Phoenix, AZ – Today, Governor Katie Hobbs announced responsible, common sense steps to protect critical health care for Arizonans with disabilities while ensuring responsible use of taxpayer dollars. The administrative actions were developed over the past months in direct collaboration with service providers, health plans and parent advocates, and are announced as Republican lawmakers have fought for draconian, indiscriminate 50% cuts that would see Arizonans with developmental disabilities denied services, put on lengthy waitlists, and left without critical care.
“It is outrageous that the legislative majority continues to hold Arizonans with autism, cerebral palsy, and Down syndrome hostage to their political stunts,” said Governor Katie Hobbs. “Their antics are both inhumane and fiscally irresponsible, and their blatant disregard for some of the most vulnerable Arizonans is abhorrent. While I take action to save taxpayer dollars and protect critical healthcare for Arizonans with disabilities, they continue to grandstand, play political games, and push up to 50% cuts to lifesaving services. Meanwhile, they refuse to even consider common sense accountability and transparency measures for the ESA entitlement program and its out of control spending.
“Now that I have implemented cost-control measures, they need to pass a clean supplemental bill and give Arizonans with disabilities and their caregivers the certainty that they deserve. If they refuse to pass this routine and necessary supplemental, they need to stop the political games and show Arizonans their budget plan.”
Since last year, the Arizona Health Care Cost Containment System (AHCCCS) has convened parent advocates, DD service providers, health plans, and the Department of Economic Security (DES) to consider timely and necessary improvements to the recently-implemented Parents as Paid Caregiver (PPCG) option, including:- 40-hour cap: Implementing a 40 hour weekly cap per child from parents participating in the PPCG program. This will begin on July 1, 2025.
- Strengthened assessment: Ensure that taxpayer-funded caregiving meets a consistent standard of “extraordinary care”. This will begin on October 1, 2025.
- Accountability in billing: New billing tags through Electronic Visit Verification (EVV) will be available when a parent is providing a service as opposed to another paid caregiver. This will improve data availability on utilization and trends for forecasting. This will begin on July 1, 2025.
Despite Republicans lying to their constituents about supplemental funding bills, they are a routine and ordinary part of budgeting. Under Governor Ducey, the below supplementals were included in prior year budgets: FY16: $26,000,000 FY17: $117,319,400 FY18: $35,565,700 FY19: $16,427,100 FY20: $48,950,900 FY21: $67,381,900 FY22: $463,090,100 FY23: $691,198,000
Additionally, a $274.8 million supplemental for ESA entitlements was approved in the FY24 budget. In the upcoming Fiscal Year, Republican lawmakers will need to pass a $48.4 million supplemental for the ESA entitlement program. Despite their objections to funding services for Arizonans with disabilities, Republican lawmakers have indicated they will pass the ESA supplemental without including any common sense guardrails for the entitlement program.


### THE PROBLEM
Below is the data. Give it again, complete and exact.

### EXERCISE INPUT
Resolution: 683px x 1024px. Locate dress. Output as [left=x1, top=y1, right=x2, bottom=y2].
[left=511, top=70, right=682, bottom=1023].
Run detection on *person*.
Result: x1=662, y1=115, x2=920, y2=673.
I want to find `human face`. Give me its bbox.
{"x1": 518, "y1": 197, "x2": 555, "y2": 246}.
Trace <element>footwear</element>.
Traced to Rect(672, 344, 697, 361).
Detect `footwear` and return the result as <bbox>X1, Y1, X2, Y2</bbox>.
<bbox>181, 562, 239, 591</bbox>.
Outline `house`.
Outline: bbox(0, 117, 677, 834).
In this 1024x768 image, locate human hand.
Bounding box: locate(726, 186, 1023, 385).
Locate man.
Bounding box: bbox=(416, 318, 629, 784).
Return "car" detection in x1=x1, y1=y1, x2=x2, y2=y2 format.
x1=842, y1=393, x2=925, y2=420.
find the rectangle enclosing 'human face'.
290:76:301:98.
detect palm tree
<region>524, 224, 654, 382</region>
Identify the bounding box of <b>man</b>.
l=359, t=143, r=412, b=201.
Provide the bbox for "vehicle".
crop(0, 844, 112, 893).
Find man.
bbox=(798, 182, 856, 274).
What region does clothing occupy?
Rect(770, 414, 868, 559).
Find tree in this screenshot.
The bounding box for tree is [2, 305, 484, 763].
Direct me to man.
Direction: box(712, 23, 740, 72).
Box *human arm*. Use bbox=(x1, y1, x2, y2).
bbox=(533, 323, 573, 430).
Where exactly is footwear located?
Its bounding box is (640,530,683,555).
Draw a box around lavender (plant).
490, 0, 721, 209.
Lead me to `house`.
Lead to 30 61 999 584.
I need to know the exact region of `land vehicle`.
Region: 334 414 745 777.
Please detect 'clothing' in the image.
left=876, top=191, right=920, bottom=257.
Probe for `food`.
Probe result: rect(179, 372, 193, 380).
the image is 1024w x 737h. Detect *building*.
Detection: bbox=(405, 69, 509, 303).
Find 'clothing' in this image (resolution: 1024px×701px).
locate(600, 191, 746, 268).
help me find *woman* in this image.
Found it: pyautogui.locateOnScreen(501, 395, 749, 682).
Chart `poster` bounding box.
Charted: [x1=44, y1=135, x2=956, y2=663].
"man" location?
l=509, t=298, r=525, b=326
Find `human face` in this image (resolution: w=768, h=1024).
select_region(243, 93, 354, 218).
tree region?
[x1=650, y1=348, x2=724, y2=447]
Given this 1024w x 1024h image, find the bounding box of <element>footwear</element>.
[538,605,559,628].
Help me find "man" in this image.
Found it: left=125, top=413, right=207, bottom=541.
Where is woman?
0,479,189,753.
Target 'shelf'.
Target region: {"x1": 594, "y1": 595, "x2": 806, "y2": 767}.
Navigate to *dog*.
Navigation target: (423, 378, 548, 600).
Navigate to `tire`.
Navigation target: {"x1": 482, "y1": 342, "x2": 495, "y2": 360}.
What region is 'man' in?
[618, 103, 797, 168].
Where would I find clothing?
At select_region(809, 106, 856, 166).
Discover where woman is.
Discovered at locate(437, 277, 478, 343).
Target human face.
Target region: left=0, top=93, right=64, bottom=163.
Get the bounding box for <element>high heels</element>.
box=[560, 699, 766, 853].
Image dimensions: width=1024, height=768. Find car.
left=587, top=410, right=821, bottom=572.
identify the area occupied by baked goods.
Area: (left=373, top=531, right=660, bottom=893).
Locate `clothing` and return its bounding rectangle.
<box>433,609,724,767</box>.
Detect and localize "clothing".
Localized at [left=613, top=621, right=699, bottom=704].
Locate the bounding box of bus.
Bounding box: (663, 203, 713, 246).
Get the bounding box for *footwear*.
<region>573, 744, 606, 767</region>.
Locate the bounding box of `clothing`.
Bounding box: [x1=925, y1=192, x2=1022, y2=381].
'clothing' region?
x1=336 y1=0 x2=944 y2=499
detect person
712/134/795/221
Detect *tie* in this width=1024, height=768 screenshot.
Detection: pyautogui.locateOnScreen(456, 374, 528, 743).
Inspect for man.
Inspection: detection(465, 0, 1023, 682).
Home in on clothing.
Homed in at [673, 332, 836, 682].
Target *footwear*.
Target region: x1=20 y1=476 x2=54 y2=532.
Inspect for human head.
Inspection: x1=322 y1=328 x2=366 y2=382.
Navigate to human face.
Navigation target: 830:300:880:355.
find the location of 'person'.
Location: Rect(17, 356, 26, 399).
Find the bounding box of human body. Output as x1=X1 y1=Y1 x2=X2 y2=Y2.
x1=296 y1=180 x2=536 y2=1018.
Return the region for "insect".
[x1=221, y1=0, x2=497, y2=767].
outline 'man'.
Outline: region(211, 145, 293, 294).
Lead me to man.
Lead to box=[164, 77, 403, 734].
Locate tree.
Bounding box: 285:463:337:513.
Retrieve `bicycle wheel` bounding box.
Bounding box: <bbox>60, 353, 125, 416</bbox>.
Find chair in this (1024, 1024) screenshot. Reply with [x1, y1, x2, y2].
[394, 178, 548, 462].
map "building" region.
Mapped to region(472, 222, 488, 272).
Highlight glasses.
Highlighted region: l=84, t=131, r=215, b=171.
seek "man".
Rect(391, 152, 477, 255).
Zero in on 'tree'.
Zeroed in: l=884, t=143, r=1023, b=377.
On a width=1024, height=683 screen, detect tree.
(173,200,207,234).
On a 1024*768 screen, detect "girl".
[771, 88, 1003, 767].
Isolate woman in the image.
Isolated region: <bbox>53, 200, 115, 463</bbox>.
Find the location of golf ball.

### RESULT FOR THIS EXERCISE
Resolution: 683px x 1024px. Locate dress. Output as [left=x1, top=y1, right=x2, bottom=y2].
[left=511, top=70, right=682, bottom=1023].
Run detection on *person*.
Result: x1=662, y1=115, x2=920, y2=673.
I want to find `human face`. Give me its bbox.
{"x1": 518, "y1": 197, "x2": 555, "y2": 246}.
Trace <element>footwear</element>.
Traced to Rect(672, 344, 697, 361).
Detect `footwear` and return the result as <bbox>X1, Y1, X2, Y2</bbox>.
<bbox>181, 562, 239, 591</bbox>.
Outline `house`.
Outline: bbox(0, 117, 677, 834).
In this 1024x768 image, locate human hand.
Bounding box: locate(726, 186, 1023, 385).
Locate man.
Bounding box: bbox=(416, 318, 629, 784).
Return "car" detection in x1=x1, y1=y1, x2=x2, y2=y2 format.
x1=842, y1=393, x2=925, y2=420.
find the rectangle enclosing 'human face'.
290:76:301:98.
detect palm tree
<region>524, 224, 654, 382</region>
Identify the bounding box of <b>man</b>.
l=359, t=143, r=412, b=201.
Provide the bbox for "vehicle".
crop(0, 844, 112, 893).
Find man.
bbox=(798, 182, 856, 274).
What region does clothing occupy?
Rect(770, 414, 868, 559).
Find tree in this screenshot.
The bounding box for tree is [2, 305, 484, 763].
Direct me to man.
Direction: box(712, 23, 740, 72).
Box *human arm*. Use bbox=(x1, y1, x2, y2).
bbox=(533, 323, 573, 430).
Where exactly is footwear located?
Its bounding box is (640,530,683,555).
Draw a box around lavender (plant).
490, 0, 721, 209.
Lead me to `house`.
Lead to 30 61 999 584.
I need to know the exact region of `land vehicle`.
Region: 334 414 745 777.
Please detect 'clothing' in the image.
left=876, top=191, right=920, bottom=257.
Probe for `food`.
Probe result: rect(179, 372, 193, 380).
the image is 1024w x 737h. Detect *building*.
Detection: bbox=(405, 69, 509, 303).
Find 'clothing' in this image (resolution: 1024px×701px).
locate(600, 191, 746, 268).
help me find *woman* in this image.
Found it: pyautogui.locateOnScreen(501, 395, 749, 682).
Chart `poster` bounding box.
Charted: [x1=44, y1=135, x2=956, y2=663].
"man" location?
l=509, t=298, r=525, b=326
Find `human face` in this image (resolution: w=768, h=1024).
select_region(243, 93, 354, 218).
tree region?
[x1=650, y1=348, x2=724, y2=447]
Given this 1024w x 1024h image, find the bounding box of <element>footwear</element>.
[538,605,559,628].
Help me find "man" in this image.
Found it: left=125, top=413, right=207, bottom=541.
Where is woman?
0,479,189,753.
Target 'shelf'.
Target region: {"x1": 594, "y1": 595, "x2": 806, "y2": 767}.
Navigate to *dog*.
Navigation target: (423, 378, 548, 600).
Navigate to `tire`.
Navigation target: {"x1": 482, "y1": 342, "x2": 495, "y2": 360}.
What region is 'man' in?
[618, 103, 797, 168].
Where would I find clothing?
At select_region(809, 106, 856, 166).
Discover where woman is.
Discovered at locate(437, 277, 478, 343).
Target human face.
Target region: left=0, top=93, right=64, bottom=163.
Get the bounding box for <element>high heels</element>.
box=[560, 699, 766, 853].
Image dimensions: width=1024, height=768. Find car.
left=587, top=410, right=821, bottom=572.
identify the area occupied by baked goods.
Area: (left=373, top=531, right=660, bottom=893).
Locate `clothing` and return its bounding rectangle.
<box>433,609,724,767</box>.
Detect and localize "clothing".
Localized at [left=613, top=621, right=699, bottom=704].
Locate the bounding box of bus.
Bounding box: (663, 203, 713, 246).
Get the bounding box for *footwear*.
<region>573, 744, 606, 767</region>.
Locate the bounding box of `clothing`.
Bounding box: [x1=925, y1=192, x2=1022, y2=381].
'clothing' region?
x1=336 y1=0 x2=944 y2=499
detect person
712/134/795/221
Detect *tie* in this width=1024, height=768 screenshot.
Detection: pyautogui.locateOnScreen(456, 374, 528, 743).
Inspect for man.
Inspection: detection(465, 0, 1023, 682).
Home in on clothing.
Homed in at [673, 332, 836, 682].
Target *footwear*.
Target region: x1=20 y1=476 x2=54 y2=532.
Inspect for human head.
Inspection: x1=322 y1=328 x2=366 y2=382.
Navigate to human face.
Navigation target: 830:300:880:355.
find the location of 'person'.
Location: Rect(17, 356, 26, 399).
Find the bounding box of human body. Output as x1=X1 y1=Y1 x2=X2 y2=Y2.
x1=296 y1=180 x2=536 y2=1018.
Return the region for "insect".
[x1=221, y1=0, x2=497, y2=767].
outline 'man'.
Outline: region(211, 145, 293, 294).
Lead me to man.
Lead to box=[164, 77, 403, 734].
Locate tree.
Bounding box: 285:463:337:513.
Retrieve `bicycle wheel` bounding box.
Bounding box: <bbox>60, 353, 125, 416</bbox>.
Find chair in this (1024, 1024) screenshot. Reply with [x1, y1, x2, y2].
[394, 178, 548, 462].
map "building" region.
Mapped to region(472, 222, 488, 272).
Highlight glasses.
Highlighted region: l=84, t=131, r=215, b=171.
seek "man".
Rect(391, 152, 477, 255).
Zero in on 'tree'.
Zeroed in: l=884, t=143, r=1023, b=377.
On a width=1024, height=683 screen, detect tree.
(173,200,207,234).
On a 1024*768 screen, detect "girl".
[771, 88, 1003, 767].
Isolate woman in the image.
Isolated region: <bbox>53, 200, 115, 463</bbox>.
Find the location of golf ball.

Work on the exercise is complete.